Jia Jia was last heard from at Beijing airport on Tuesday and friends fear he has become latest victim of crackdown on dissent
Tom Phillips in Beijing
Thursday 17 March 2016 06.36 EDT Last modified on Thursday 17 March 2016 18.00
A Chinese journalist has reportedly disappeared while attempting to fly from Beijing to Hong Kong, stoking fears he has become the latest victim of a widening Communist party crackdown on dissent.
Jia Jia, a politically engaged 35-year-old reporter with more than 84,000 Twitter followers, was last heard from at about 8pm on Tuesday, according to a report in Hong Kong’s pro-democracy newspaper Apple Daily.
The journalist’s wife, who was not named, told the newspaper he had called her to say he had cleared customs at Beijing airport and was preparing to board a flight that was scheduled to arrive in the former British colony at 11.30pm.
However, Jia was not heard from again and failed to turn up to a planned lunch in Hong Kong the following day.
“I do not know if he was taken from the airport lounge or from the plane or in Hong Kong,” one friend, who was also not named, was quoted as saying by the Apple Daily.
Multiple reports from activist groups and Hong Kong media suggested there was a connection between Jia’s apparent detention and an explosive letter calling for the resignation of the Chinese president, Xi Jinping, which was published early this month on Wujie News, a website with ties to the Chinese government.
The letter, which was subsequently deleted, accused Xi of jeopardising the Communist party’s future by nurturing a personality cult around himself.
“Comrade Xi Jinping, we have no choice but to point out that, precisely due to your gathering of all power into your own hands and making decisions directly, we are now facing unprecedented problems and crises in all political, economic, ideological, and cultural spheres,” it said, according to a translation by China Digital Times, a website run by the University of California at Berkeley.
“[Your actions] make those of us who experienced the Cultural Revolution unable to not secretly worry,” the letter added. “Our party, country, and people cannot bear another decade of calamity!”
Jia is friends with Ouyang Hongliang, Wujie News’s chief executive, the Hong Kong Free Press website reported, citing local media reports.
Zhou Fengsuo, a human rights activist who knows Jia, said that not long before his disappearance the journalist had told friends he feared he was being investigated and could be detained.
The US-based activist said supporters feared Jia had become the latest victim of what activists say is the worst crackdown on government opponents in China since the roundup of pro-democracy protesters after the 1989 Tiananmen Square massacre.
“Recently Xi is paranoid,” Zhou said. “He is going after anyone who is in his way.”
In a tweet sent three days before his disappearance, Jia expressed concern at the deteriorating political situation in China, which has seen academics, journalists, artists and activists face pressure or even jail.
“Literature must intervene in politics until politics doesn’t intervene in literature any more,” Jia wrote. “The arts must intervene in politics until politics doesn’t intervene in the arts any more. Journalism must intervene in politics until politics doesn’t intervene in journalism any more.”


— BRIEF —
The answer must consist of each line below that holds the word "name", copied as it stands.

Content starts

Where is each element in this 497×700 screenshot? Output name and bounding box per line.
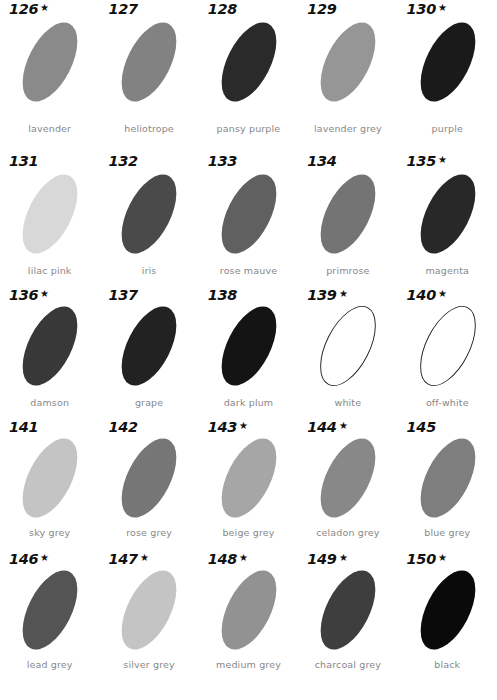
ellipse-shape: [11, 166, 88, 262]
colour-swatch-ellipse: [298, 14, 397, 110]
swatch-cell: 144★celadon grey: [298, 416, 397, 546]
swatch-caption: lilac pink: [0, 266, 99, 276]
colour-swatch-ellipse: [99, 166, 198, 262]
swatch-number: 148: [208, 552, 237, 567]
swatch-header: 132★: [108, 154, 137, 169]
swatch-number: 150: [407, 552, 436, 567]
ellipse-shape: [210, 562, 287, 658]
swatch-caption: lavender grey: [298, 124, 397, 134]
colour-swatch-grid: 126★lavender127★heliotrope128★pansy purp…: [0, 0, 497, 700]
swatch-header: 146★: [9, 552, 49, 567]
swatch-cell: 147★silver grey: [99, 546, 198, 696]
ellipse-shape: [111, 298, 188, 394]
swatch-number: 141: [9, 420, 38, 435]
swatch-header: 127★: [108, 2, 137, 17]
colour-swatch-ellipse: [298, 166, 397, 262]
colour-swatch-ellipse: [99, 562, 198, 658]
ellipse-shape: [111, 14, 188, 110]
swatch-caption: beige grey: [199, 528, 298, 538]
swatch-caption: black: [398, 660, 497, 670]
colour-swatch-ellipse: [99, 298, 198, 394]
swatch-cell: 135★magenta: [398, 146, 497, 286]
swatch-header: 142★: [108, 420, 137, 435]
swatch-cell: 146★lead grey: [0, 546, 99, 696]
swatch-cell: 143★beige grey: [199, 416, 298, 546]
swatch-caption: damson: [0, 398, 99, 408]
colour-swatch-ellipse: [199, 298, 298, 394]
ellipse-shape: [210, 166, 287, 262]
swatch-cell: 137★grape: [99, 286, 198, 416]
swatch-cell: 128★pansy purple: [199, 0, 298, 146]
swatch-number: 128: [208, 2, 237, 17]
colour-swatch-ellipse: [199, 166, 298, 262]
swatch-number: 146: [9, 552, 38, 567]
swatch-header: 129★: [307, 2, 336, 17]
colour-swatch-ellipse: [398, 14, 497, 110]
swatch-caption: dark plum: [199, 398, 298, 408]
ellipse-shape: [409, 430, 486, 526]
swatch-number: 132: [108, 154, 137, 169]
swatch-header: 133★: [208, 154, 237, 169]
swatch-number: 136: [9, 288, 38, 303]
ellipse-shape: [409, 562, 486, 658]
swatch-number: 130: [407, 2, 436, 17]
colour-swatch-ellipse: [398, 166, 497, 262]
ellipse-shape: [309, 430, 386, 526]
swatch-header: 137★: [108, 288, 137, 303]
swatch-caption: magenta: [398, 266, 497, 276]
star-icon: ★: [40, 553, 49, 563]
ellipse-shape: [309, 298, 386, 394]
colour-swatch-ellipse: [99, 14, 198, 110]
ellipse-shape: [111, 430, 188, 526]
swatch-cell: 145★blue grey: [398, 416, 497, 546]
swatch-caption: primrose: [298, 266, 397, 276]
swatch-cell: 150★black: [398, 546, 497, 696]
swatch-caption: charcoal grey: [298, 660, 397, 670]
swatch-cell: 134★primrose: [298, 146, 397, 286]
ellipse-shape: [210, 14, 287, 110]
star-icon: ★: [40, 3, 49, 13]
star-icon: ★: [339, 553, 348, 563]
swatch-header: 135★: [407, 154, 447, 169]
swatch-caption: white: [298, 398, 397, 408]
swatch-header: 150★: [407, 552, 447, 567]
swatch-number: 149: [307, 552, 336, 567]
swatch-header: 131★: [9, 154, 38, 169]
swatch-number: 143: [208, 420, 237, 435]
ellipse-shape: [111, 562, 188, 658]
swatch-cell: 129★lavender grey: [298, 0, 397, 146]
ellipse-shape: [210, 298, 287, 394]
colour-swatch-ellipse: [298, 430, 397, 526]
swatch-header: 126★: [9, 2, 49, 17]
swatch-cell: 133★rose mauve: [199, 146, 298, 286]
swatch-header: 130★: [407, 2, 447, 17]
star-icon: ★: [339, 289, 348, 299]
ellipse-shape: [409, 298, 486, 394]
swatch-header: 147★: [108, 552, 148, 567]
swatch-cell: 148★medium grey: [199, 546, 298, 696]
swatch-number: 127: [108, 2, 137, 17]
swatch-header: 143★: [208, 420, 248, 435]
colour-swatch-ellipse: [398, 562, 497, 658]
ellipse-shape: [111, 166, 188, 262]
colour-swatch-ellipse: [298, 562, 397, 658]
swatch-cell: 138★dark plum: [199, 286, 298, 416]
ellipse-shape: [210, 430, 287, 526]
colour-swatch-ellipse: [0, 562, 99, 658]
colour-swatch-ellipse: [298, 298, 397, 394]
colour-swatch-ellipse: [398, 298, 497, 394]
ellipse-shape: [309, 166, 386, 262]
ellipse-shape: [409, 14, 486, 110]
swatch-caption: blue grey: [398, 528, 497, 538]
colour-swatch-ellipse: [0, 430, 99, 526]
swatch-caption: lead grey: [0, 660, 99, 670]
swatch-cell: 139★white: [298, 286, 397, 416]
swatch-caption: sky grey: [0, 528, 99, 538]
swatch-cell: 131★lilac pink: [0, 146, 99, 286]
swatch-header: 141★: [9, 420, 38, 435]
swatch-header: 148★: [208, 552, 248, 567]
swatch-cell: 130★purple: [398, 0, 497, 146]
colour-swatch-ellipse: [199, 562, 298, 658]
star-icon: ★: [438, 3, 447, 13]
swatch-caption: iris: [99, 266, 198, 276]
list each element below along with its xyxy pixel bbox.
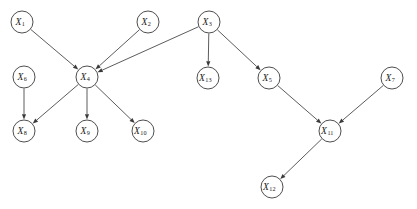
- node-label-subscript: 6: [24, 76, 27, 83]
- graph-node-x1[interactable]: X1: [11, 11, 33, 33]
- graph-node-x7[interactable]: X7: [381, 67, 403, 89]
- edge-x11-to-x12: [280, 139, 321, 179]
- edge-line: [95, 85, 131, 119]
- graph-node-x11[interactable]: X11: [319, 120, 341, 142]
- edge-line: [31, 29, 74, 66]
- graph-node-x4[interactable]: X4: [76, 66, 98, 88]
- edge-x1-to-x4: [31, 29, 78, 69]
- edge-x5-to-x11: [278, 86, 322, 124]
- edge-line: [102, 27, 198, 70]
- node-label-subscript: 5: [269, 77, 272, 84]
- edge-x3-to-x5: [217, 30, 260, 70]
- edge-line: [99, 30, 139, 66]
- node-label-subscript: 12: [269, 186, 275, 193]
- edge-line: [217, 30, 256, 67]
- graph-node-x3[interactable]: X3: [198, 11, 220, 33]
- node-label-subscript: 3: [209, 21, 212, 28]
- diagram-canvas: X1X2X3X6X4X13X5X7X8X9X10X11X12: [0, 0, 417, 209]
- graph-node-x8[interactable]: X8: [13, 120, 35, 142]
- edge-line: [37, 84, 79, 120]
- graph-node-x12[interactable]: X12: [261, 176, 283, 198]
- edge-x6-to-x8: [22, 89, 26, 120]
- node-label-subscript: 4: [87, 76, 90, 83]
- node-label-subscript: 8: [24, 130, 27, 137]
- graph-node-x2[interactable]: X2: [137, 11, 159, 33]
- node-label-subscript: 9: [87, 130, 90, 137]
- graph-node-x13[interactable]: X13: [197, 67, 219, 89]
- node-label-subscript: 7: [392, 77, 395, 84]
- edge-x7-to-x11: [339, 85, 384, 123]
- arrowhead-icon: [206, 61, 210, 66]
- edge-line: [278, 86, 318, 121]
- graph-svg: X1X2X3X6X4X13X5X7X8X9X10X11X12: [0, 0, 417, 209]
- graph-node-x10[interactable]: X10: [132, 120, 154, 142]
- node-label-subscript: 13: [205, 77, 211, 84]
- edge-line: [284, 139, 322, 175]
- edge-x4-to-x8: [33, 84, 79, 123]
- edge-x3-to-x13: [206, 34, 210, 67]
- edge-x4-to-x9: [85, 89, 89, 120]
- graph-node-x5[interactable]: X5: [258, 67, 280, 89]
- graph-node-x6[interactable]: X6: [13, 66, 35, 88]
- node-label-subscript: 10: [140, 130, 146, 137]
- node-label-subscript: 11: [327, 130, 333, 137]
- edge-x4-to-x10: [95, 85, 134, 123]
- edge-x3-to-x4: [97, 27, 198, 73]
- node-label-subscript: 2: [148, 21, 151, 28]
- edges-layer: [22, 27, 383, 179]
- arrowhead-icon: [85, 114, 89, 119]
- arrowhead-icon: [97, 68, 103, 72]
- graph-node-x9[interactable]: X9: [76, 120, 98, 142]
- nodes-layer: X1X2X3X6X4X13X5X7X8X9X10X11X12: [11, 11, 403, 198]
- edge-line: [343, 85, 384, 120]
- arrowhead-icon: [22, 114, 26, 119]
- node-label-subscript: 1: [22, 21, 25, 28]
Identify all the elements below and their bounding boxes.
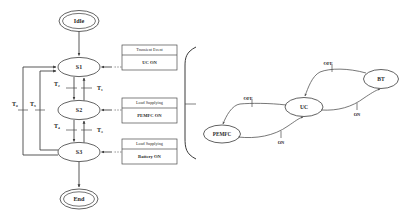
edge-pemfc-to-uc xyxy=(238,117,303,138)
transition-label-t6: T₆ xyxy=(12,101,18,107)
node-bt: BT xyxy=(364,70,399,89)
annotation-box-2-title: Load Supplying xyxy=(136,100,164,105)
node-s1-label: S1 xyxy=(76,64,82,70)
transition-label-t4: T₄ xyxy=(54,123,60,129)
transition-label-t5: T₅ xyxy=(30,101,36,107)
node-s2: S2 xyxy=(58,100,100,119)
annotation-box-3-title: Load Supplying xyxy=(136,141,164,146)
annotation-box-1-title: Transient Event xyxy=(136,47,163,52)
annotation-box-load-battery: Load Supplying Battery ON xyxy=(122,139,177,164)
node-idle: Idle xyxy=(59,11,99,32)
node-bt-label: BT xyxy=(377,76,385,82)
transition-label-t1: T₁ xyxy=(97,85,103,91)
annotation-box-2-body: PEMFC ON xyxy=(137,113,162,118)
transition-label-t2: T₂ xyxy=(54,81,60,87)
grouping-brace xyxy=(185,47,196,159)
node-end: End xyxy=(60,189,98,209)
node-uc: UC xyxy=(285,98,323,117)
diagram-svg: Idle S1 S2 S3 End T₂ T₁ T₄ T₃ T₆ T₅ xyxy=(0,0,416,224)
node-pemfc-label: PEMFC xyxy=(213,131,232,137)
node-s3-label: S3 xyxy=(76,149,82,155)
node-idle-label: Idle xyxy=(74,17,85,24)
annotation-box-load-pemfc: Load Supplying PEMFC ON xyxy=(122,98,177,123)
node-s1: S1 xyxy=(58,57,100,76)
node-uc-label: UC xyxy=(300,104,308,110)
edge-label-uc-to-bt: ON xyxy=(354,112,361,117)
edge-label-pemfc-to-uc: ON xyxy=(278,140,285,145)
annotation-box-3-body: Battery ON xyxy=(138,154,162,159)
node-s2-label: S2 xyxy=(76,107,82,113)
node-pemfc: PEMFC xyxy=(204,125,241,143)
node-s3: S3 xyxy=(58,142,100,161)
annotation-box-transient-event: Transient Event UC ON xyxy=(122,45,177,70)
edge-label-bt-to-uc: OFF xyxy=(323,61,332,66)
edge-s3-to-s1-feedback xyxy=(23,67,58,155)
edge-uc-to-pemfc xyxy=(223,103,286,124)
figure-canvas: Idle S1 S2 S3 End T₂ T₁ T₄ T₃ T₆ T₅ xyxy=(0,0,416,224)
annotation-box-1-body: UC ON xyxy=(142,60,157,65)
edge-label-uc-to-pemfc: OFF xyxy=(243,96,252,101)
transition-label-t3-lower: T₃ xyxy=(97,127,103,133)
edge-uc-to-bt xyxy=(321,89,380,110)
edge-bt-to-uc xyxy=(305,69,366,96)
node-end-label: End xyxy=(73,195,85,202)
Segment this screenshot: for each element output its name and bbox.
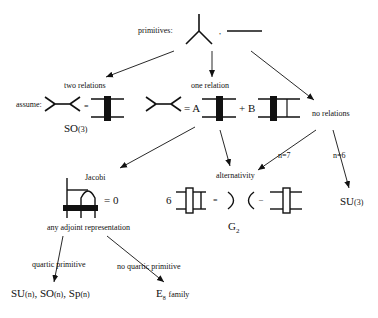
quartic-primitive-label: quartic primitive [32,261,86,269]
no-relations-label: no relations [312,110,350,118]
e8-family-result: E8 family [156,288,189,301]
n7-label: n=7 [278,152,291,160]
classical-groups-result: SU(n), SO(n), Sp(n) [11,288,90,299]
alternativity-coefficient: 6 [166,195,172,206]
coefficient-b: + B [239,103,255,114]
any-adjoint-label: any adjoint representation [47,224,130,232]
two-relations-equals: = [84,103,89,111]
arrows-level-3 [54,236,164,282]
jacobi-diagram-icon [63,178,98,218]
diagram-canvas [0,0,378,318]
assume-label: assume: [16,101,42,109]
alternativity-label: alternativity [216,172,255,180]
arrows-level-1 [106,51,314,100]
alternativity-diagram-icon [176,188,302,213]
one-relation-equation [146,96,300,121]
coefficient-a: = A [184,103,200,114]
no-quartic-primitive-label: no quartic primitive [117,263,181,271]
trivalent-vertex-icon [186,14,212,44]
one-relation-label: one relation [191,82,229,90]
jacobi-equals-zero: = 0 [104,195,118,206]
so3-result: SO(3) [64,123,87,134]
alternativity-equals: = [213,197,218,205]
alternativity-minus: – [259,196,263,204]
n6-label: n=6 [333,152,346,160]
jacobi-label: Jacobi [85,174,105,182]
primitives-separator: , [219,28,221,36]
su3-result: SU(3) [340,196,363,207]
g2-result: G2 [228,221,239,235]
primitives-label: primitives: [138,27,173,35]
two-relations-label: two relations [64,82,106,90]
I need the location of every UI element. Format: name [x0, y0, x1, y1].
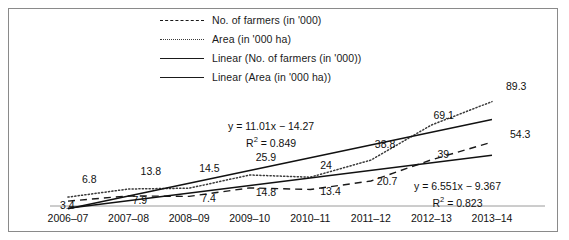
x-tick-label-4: 2010–11	[290, 212, 330, 224]
point-label-area-6: 69.1	[433, 109, 453, 121]
point-label-farmers-5: 20.7	[377, 175, 397, 187]
equation-area-formula: y = 11.01x − 14.27	[228, 120, 314, 132]
equation-area-trend: y = 11.01x − 14.27 R2 = 0.849	[228, 120, 314, 150]
x-tick-label-2: 2008–09	[169, 212, 210, 224]
point-label-farmers-4: 13.4	[320, 185, 340, 197]
point-label-area-5: 38.8	[375, 138, 395, 150]
point-label-farmers-0: 3.4	[60, 199, 75, 211]
point-label-farmers-3: 14.8	[256, 186, 276, 198]
equation-farmers-formula: y = 6.551x − 9.367	[414, 180, 501, 192]
x-tick-label-5: 2011–12	[351, 212, 391, 224]
x-axis-tick-labels: 2006–072007–082008–092009–102010–112011–…	[0, 212, 569, 230]
point-label-farmers-6: 39	[437, 148, 449, 160]
point-label-area-4: 24	[320, 159, 332, 171]
r2-value-area: = 0.849	[258, 137, 296, 149]
r2-value-farmers: = 0.823	[444, 197, 482, 209]
equation-area-r2: R2 = 0.849	[228, 133, 314, 150]
chart-container: No. of farmers (in '000) Area (in '000 h…	[0, 0, 569, 240]
point-label-area-7: 89.3	[506, 80, 526, 92]
x-tick-label-0: 2006–07	[48, 212, 89, 224]
x-tick-label-6: 2012–13	[411, 212, 452, 224]
x-tick-label-7: 2013–14	[472, 212, 513, 224]
equation-farmers-trend: y = 6.551x − 9.367 R2 = 0.823	[414, 180, 501, 210]
point-label-farmers-2: 7.4	[201, 192, 216, 204]
point-label-area-1: 13.8	[141, 165, 161, 177]
x-tick-label-1: 2007–08	[108, 212, 149, 224]
point-label-area-2: 14.5	[199, 162, 219, 174]
r2-prefix-area: R	[246, 137, 254, 149]
point-label-area-0: 6.8	[82, 173, 97, 185]
r2-prefix-farmers: R	[432, 197, 440, 209]
point-label-area-3: 25.9	[256, 151, 276, 163]
point-label-farmers-7: 54.3	[510, 128, 530, 140]
x-tick-label-3: 2009–10	[229, 212, 270, 224]
point-label-farmers-1: 7.9	[133, 194, 148, 206]
equation-farmers-r2: R2 = 0.823	[414, 193, 501, 210]
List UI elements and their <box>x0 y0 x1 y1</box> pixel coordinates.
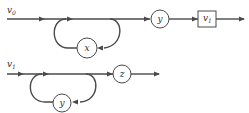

Content ends

— OUTPUT OF THE EXERCISE —
Where is each element in this 497×700 screenshot? Output name and bounding box per line.
Segment this screenshot: for each element output its name and bbox.
I need the location of every UI element. Format: name [x0, y0, x1, y1].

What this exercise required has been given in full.